Nenda took the output and stared at it. “You sure you’re reading this right? I thought all charges against us were dropped after the Builder artifacts disappeared, and we helped everybody get out of Labyrinth.”
“They were dropped. This is not an accusation of criminal actions. It appears to involve some entirely new matter.”
“And you feel you have to go?”
“I must, for reasons I will not specify. More than that, Louis Nenda, I suspect that there may be similar orders waiting for you. When this directive arrived, a separate message came to the ship’s communications center in human output format. At the time, Glenna Omar was giving me another lesson in human speech, which she interrupted in order to take the message. She read it, gasped, and hurried off aft.

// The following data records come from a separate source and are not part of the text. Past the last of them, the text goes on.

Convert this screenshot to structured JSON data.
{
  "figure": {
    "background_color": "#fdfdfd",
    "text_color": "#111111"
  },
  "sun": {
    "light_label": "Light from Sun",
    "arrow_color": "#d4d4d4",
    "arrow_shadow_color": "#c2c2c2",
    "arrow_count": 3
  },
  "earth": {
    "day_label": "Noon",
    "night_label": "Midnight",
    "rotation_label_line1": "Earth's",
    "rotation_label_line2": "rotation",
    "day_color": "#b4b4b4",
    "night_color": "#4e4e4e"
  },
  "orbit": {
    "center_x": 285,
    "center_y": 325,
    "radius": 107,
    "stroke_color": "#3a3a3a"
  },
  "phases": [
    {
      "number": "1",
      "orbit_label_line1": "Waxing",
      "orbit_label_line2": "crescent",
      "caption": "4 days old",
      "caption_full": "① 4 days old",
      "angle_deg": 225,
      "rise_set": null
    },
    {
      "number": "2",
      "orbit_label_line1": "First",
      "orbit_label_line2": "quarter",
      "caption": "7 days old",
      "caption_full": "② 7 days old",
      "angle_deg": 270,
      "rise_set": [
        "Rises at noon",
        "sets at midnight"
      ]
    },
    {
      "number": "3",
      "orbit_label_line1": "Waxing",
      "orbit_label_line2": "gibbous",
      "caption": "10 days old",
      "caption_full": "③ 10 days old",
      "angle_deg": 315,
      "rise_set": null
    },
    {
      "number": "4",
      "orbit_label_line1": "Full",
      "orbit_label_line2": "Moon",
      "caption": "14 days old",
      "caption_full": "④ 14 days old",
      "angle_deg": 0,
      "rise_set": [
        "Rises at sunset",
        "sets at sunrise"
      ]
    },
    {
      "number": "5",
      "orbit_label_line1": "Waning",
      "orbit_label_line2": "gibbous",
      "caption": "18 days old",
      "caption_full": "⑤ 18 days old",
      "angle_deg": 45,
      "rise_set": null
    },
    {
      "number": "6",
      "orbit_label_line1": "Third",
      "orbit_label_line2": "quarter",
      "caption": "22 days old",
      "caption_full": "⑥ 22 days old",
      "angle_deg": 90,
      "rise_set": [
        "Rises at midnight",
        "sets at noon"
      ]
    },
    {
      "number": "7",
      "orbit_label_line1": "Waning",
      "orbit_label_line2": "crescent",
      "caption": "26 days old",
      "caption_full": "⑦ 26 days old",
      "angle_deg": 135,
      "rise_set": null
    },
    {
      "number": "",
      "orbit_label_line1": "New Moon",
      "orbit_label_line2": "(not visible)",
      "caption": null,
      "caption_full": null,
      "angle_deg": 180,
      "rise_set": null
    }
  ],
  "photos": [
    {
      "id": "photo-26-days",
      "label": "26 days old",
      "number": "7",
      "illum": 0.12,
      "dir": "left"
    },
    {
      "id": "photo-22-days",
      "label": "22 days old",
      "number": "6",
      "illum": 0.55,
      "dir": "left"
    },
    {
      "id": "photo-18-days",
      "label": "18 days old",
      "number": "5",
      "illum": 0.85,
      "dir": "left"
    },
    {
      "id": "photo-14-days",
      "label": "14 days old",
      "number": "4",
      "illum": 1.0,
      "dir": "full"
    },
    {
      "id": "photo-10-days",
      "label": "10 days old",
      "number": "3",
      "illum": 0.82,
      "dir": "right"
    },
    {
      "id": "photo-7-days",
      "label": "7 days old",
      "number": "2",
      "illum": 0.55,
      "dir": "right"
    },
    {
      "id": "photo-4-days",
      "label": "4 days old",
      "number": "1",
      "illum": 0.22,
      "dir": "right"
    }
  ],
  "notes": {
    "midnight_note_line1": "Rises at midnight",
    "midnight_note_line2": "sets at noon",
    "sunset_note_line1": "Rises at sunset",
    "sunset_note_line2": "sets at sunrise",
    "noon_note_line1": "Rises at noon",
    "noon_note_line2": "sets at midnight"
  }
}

She carried the message with her, and I suspect that she was seeking you.”
“Heading in the wrong direction. Why didn’t you tell her?”
“I did. I told her exactly where you could be found. However, I continued to employ human speech, which may have been a mistake. I spoke this.” The Cecropian folded its proboscis into the pleated region on its chin and inflated the thin tube. After a wheezing like a leaky bellows, sounds emerged: “ ’lusnnda ’sn ’sfrd k-kbn.’ ”

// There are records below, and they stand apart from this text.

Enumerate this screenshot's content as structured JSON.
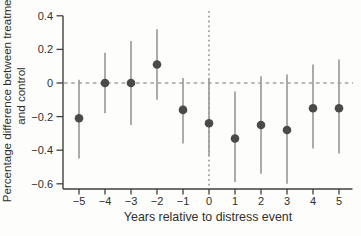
{
  "chart_data": {
    "type": "scatter",
    "subtype": "point-estimates-with-confidence-intervals",
    "title": "",
    "xlabel": "Years relative to distress event",
    "ylabel": "Percentage difference between treatment and control",
    "ylabel_lines": [
      "Percentage difference between treatment",
      "and control"
    ],
    "x": [
      -5,
      -4,
      -3,
      -2,
      -1,
      0,
      1,
      2,
      3,
      4,
      5
    ],
    "series": [
      {
        "name": "estimate",
        "values": [
          -0.21,
          0.0,
          0.0,
          0.11,
          -0.16,
          -0.24,
          -0.33,
          -0.25,
          -0.28,
          -0.15,
          -0.15
        ]
      }
    ],
    "ci_low": [
      -0.45,
      -0.18,
      -0.25,
      -0.1,
      -0.36,
      -0.43,
      -0.59,
      -0.54,
      -0.6,
      -0.39,
      -0.42
    ],
    "ci_high": [
      0.02,
      0.18,
      0.25,
      0.32,
      0.03,
      0.03,
      -0.05,
      0.04,
      0.05,
      0.11,
      0.14
    ],
    "xticks": [
      -5,
      -4,
      -3,
      -2,
      -1,
      0,
      1,
      2,
      3,
      4,
      5
    ],
    "xtick_labels": [
      "−5",
      "−4",
      "−3",
      "−2",
      "−1",
      "0",
      "1",
      "2",
      "3",
      "4",
      "5"
    ],
    "yticks": [
      0.4,
      0.2,
      0,
      -0.2,
      -0.4,
      -0.6
    ],
    "ytick_labels": [
      "0.4",
      "0.2",
      "0",
      "−0.2",
      "−0.4",
      "−0.6"
    ],
    "ylim": [
      -0.6,
      0.4
    ],
    "xlim": [
      -5.6,
      5.5
    ],
    "grid": false,
    "legend": null,
    "reference_lines": [
      {
        "axis": "y",
        "value": 0,
        "style": "dashed"
      },
      {
        "axis": "x",
        "value": 0,
        "style": "dashed"
      }
    ],
    "colors": {
      "point": "#4a4a48",
      "whisker": "#9d9d9b",
      "axis": "#3f3f3d",
      "dashed": "#767674",
      "text": "#2f2f2d",
      "background": "#fdfdfc"
    }
  }
}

“ ‘Louis Nenda is in the forward cabin’? Yeah, that’s very good, At. But with all due respect, those sounds could just as well have come out of either end of you. I better go see what’s happening.”
Nenda marched off along the corridor. Somehow he felt more resigned than surprised. Things had been going far too well for far too long. Just when you thought you had the universe by the tail, it turned round and bit you on the ass.

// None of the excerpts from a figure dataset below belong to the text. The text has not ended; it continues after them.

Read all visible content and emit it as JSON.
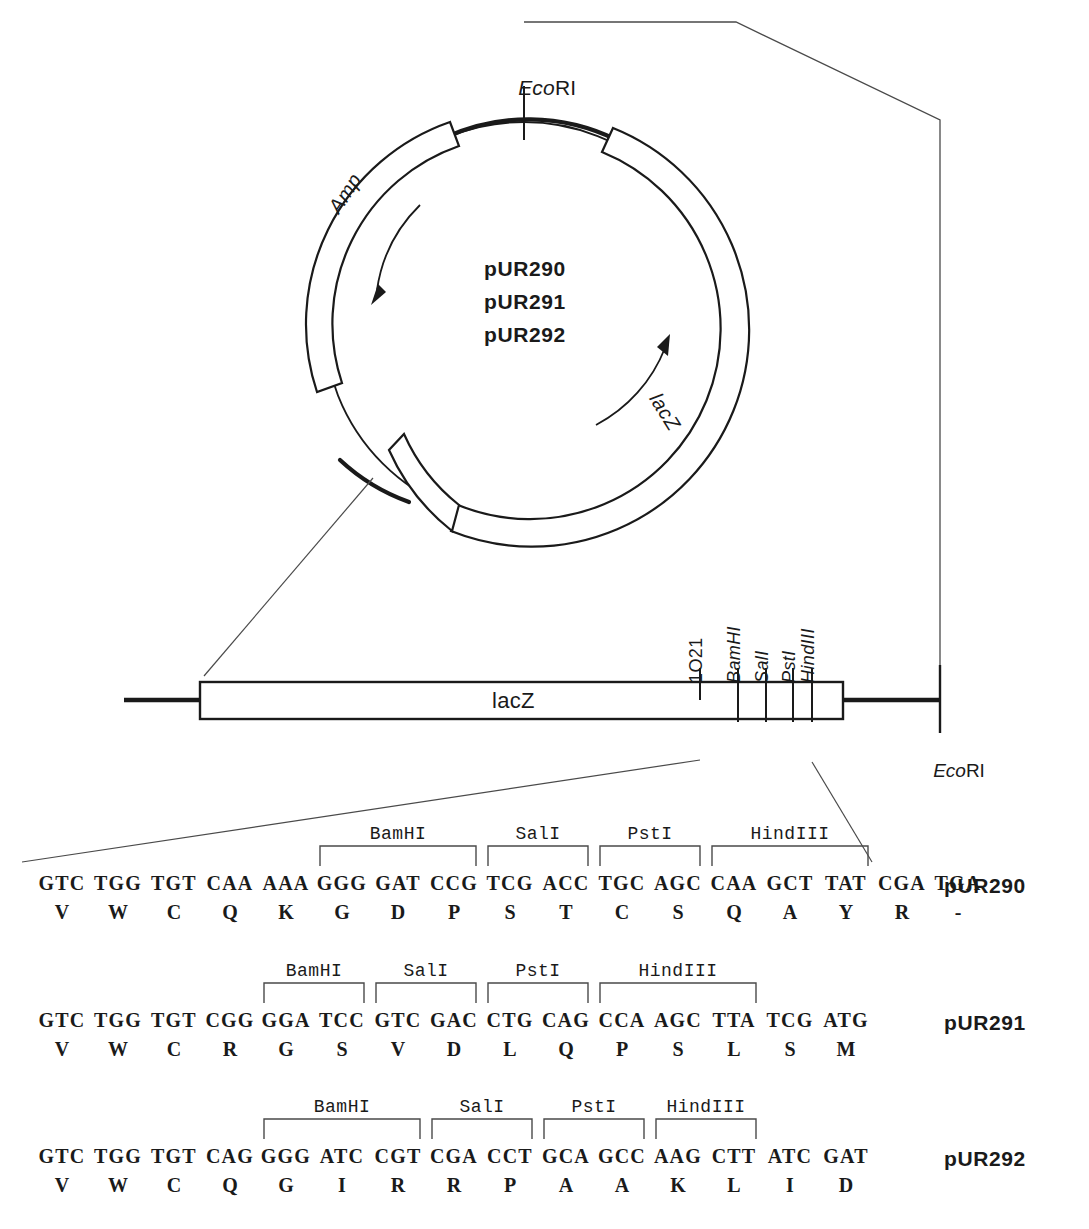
{
  "figure": {
    "type": "plasmid-map-and-polylinker-sequences",
    "plasmid_names": [
      "pUR290",
      "pUR291",
      "pUR292"
    ]
  },
  "plasmid_map": {
    "ecori_label": "EcoRI",
    "ecori_italic_part": "Eco",
    "ecori_roman_part": "RI",
    "amp_label": "Amp",
    "lacz_label": "lacZ",
    "center_lines": [
      "pUR290",
      "pUR291",
      "pUR292"
    ]
  },
  "linear_map": {
    "gene_box_label": "lacZ",
    "ecori_label": "EcoRI",
    "ecori_italic_part": "Eco",
    "ecori_roman_part": "RI",
    "sites": [
      {
        "label": "1O21",
        "italic": false,
        "x": 700
      },
      {
        "label": "BamHI",
        "italic": true,
        "x": 738
      },
      {
        "label": "SalI",
        "italic": true,
        "x": 766
      },
      {
        "label": "PstI",
        "italic": true,
        "x": 793
      },
      {
        "label": "HindIII",
        "italic": true,
        "x": 812
      }
    ]
  },
  "sequences": [
    {
      "name": "pUR290",
      "codons": [
        "GTC",
        "TGG",
        "TGT",
        "CAA",
        "AAA",
        "GGG",
        "GAT",
        "CCG",
        "TCG",
        "ACC",
        "TGC",
        "AGC",
        "CAA",
        "GCT",
        "TAT",
        "CGA",
        "TGA"
      ],
      "amino_acids": [
        "V",
        "W",
        "C",
        "Q",
        "K",
        "G",
        "D",
        "P",
        "S",
        "T",
        "C",
        "S",
        "Q",
        "A",
        "Y",
        "R",
        "-"
      ],
      "enzymes": [
        {
          "label": "BamHI",
          "start": 5,
          "end": 7
        },
        {
          "label": "SalI",
          "start": 8,
          "end": 9
        },
        {
          "label": "PstI",
          "start": 10,
          "end": 11
        },
        {
          "label": "HindIII",
          "start": 12,
          "end": 14
        }
      ]
    },
    {
      "name": "pUR291",
      "codons": [
        "GTC",
        "TGG",
        "TGT",
        "CGG",
        "GGA",
        "TCC",
        "GTC",
        "GAC",
        "CTG",
        "CAG",
        "CCA",
        "AGC",
        "TTA",
        "TCG",
        "ATG"
      ],
      "amino_acids": [
        "V",
        "W",
        "C",
        "R",
        "G",
        "S",
        "V",
        "D",
        "L",
        "Q",
        "P",
        "S",
        "L",
        "S",
        "M"
      ],
      "enzymes": [
        {
          "label": "BamHI",
          "start": 4,
          "end": 5
        },
        {
          "label": "SalI",
          "start": 6,
          "end": 7
        },
        {
          "label": "PstI",
          "start": 8,
          "end": 9
        },
        {
          "label": "HindIII",
          "start": 10,
          "end": 12
        }
      ]
    },
    {
      "name": "pUR292",
      "codons": [
        "GTC",
        "TGG",
        "TGT",
        "CAG",
        "GGG",
        "ATC",
        "CGT",
        "CGA",
        "CCT",
        "GCA",
        "GCC",
        "AAG",
        "CTT",
        "ATC",
        "GAT"
      ],
      "amino_acids": [
        "V",
        "W",
        "C",
        "Q",
        "G",
        "I",
        "R",
        "R",
        "P",
        "A",
        "A",
        "K",
        "L",
        "I",
        "D"
      ],
      "enzymes": [
        {
          "label": "BamHI",
          "start": 4,
          "end": 6
        },
        {
          "label": "SalI",
          "start": 7,
          "end": 8
        },
        {
          "label": "PstI",
          "start": 9,
          "end": 10
        },
        {
          "label": "HindIII",
          "start": 11,
          "end": 12
        }
      ]
    }
  ],
  "colors": {
    "ink": "#1a1a1a",
    "thin": "#555555",
    "background": "#ffffff"
  }
}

He came on Glenna drifting back in his direction. If he hadn’t known that Atvar H’sial was female, and that the Cecropian found all humans repulsive in appearance, he might have wondered what kind of lessons Glenna had been providing. It was not yet midday, but her makeup was perfect. Her pale blue negligee showed off her long, graceful neck and upswept blond hair. As usual, the very sight of her made him gulp.
They were by the entrance to one of the Have-It-All’s comfortable observation lounges. Glenna moved into it and sank onto a long, soft bench. She gave Nenda a worried smile and waved the paper that she was holding. “This came for you, sweetheart, from somebody called Julian Graves. He says he’s a Council member for the Fourth Alliance.”
“I know him. He’s part of the Ethical Council.”
“But just look at this.” She pointed to the sheet. “He says he’s ordering you to travel as quickly as possible to Miranda. He can’t make you do that, can he?”
“I don’t think so. Let me take a look.”
Nenda ran his eye down the sheet. A group of words close to the bottom of the page sprang out at him. . . . to reach Miranda in at most twelve days. Otherwise, I will re-open the old investigation into the plundering of a medical-supply capsule en route to Lascia Four. . . .
“Julian Graves can. Order me, I mean. The son of a bitch. I’ll have to go.”
“But what does he want you for?”
“I’ve no idea. Nothing pleasant, you can bet on that. Something dangerous and dirty and desperate. We’d better get on our way as soon as we can.”
“We?”
“Yeah. Atvar H’sial got the same sort of message, though she didn’t give details. And of course, J’merlia and Kallik wouldn’t let us go without them, even if we wanted to.”
“But J’merlia and Kallik are your slaves. They’re supposed to do whatever you tell them to.”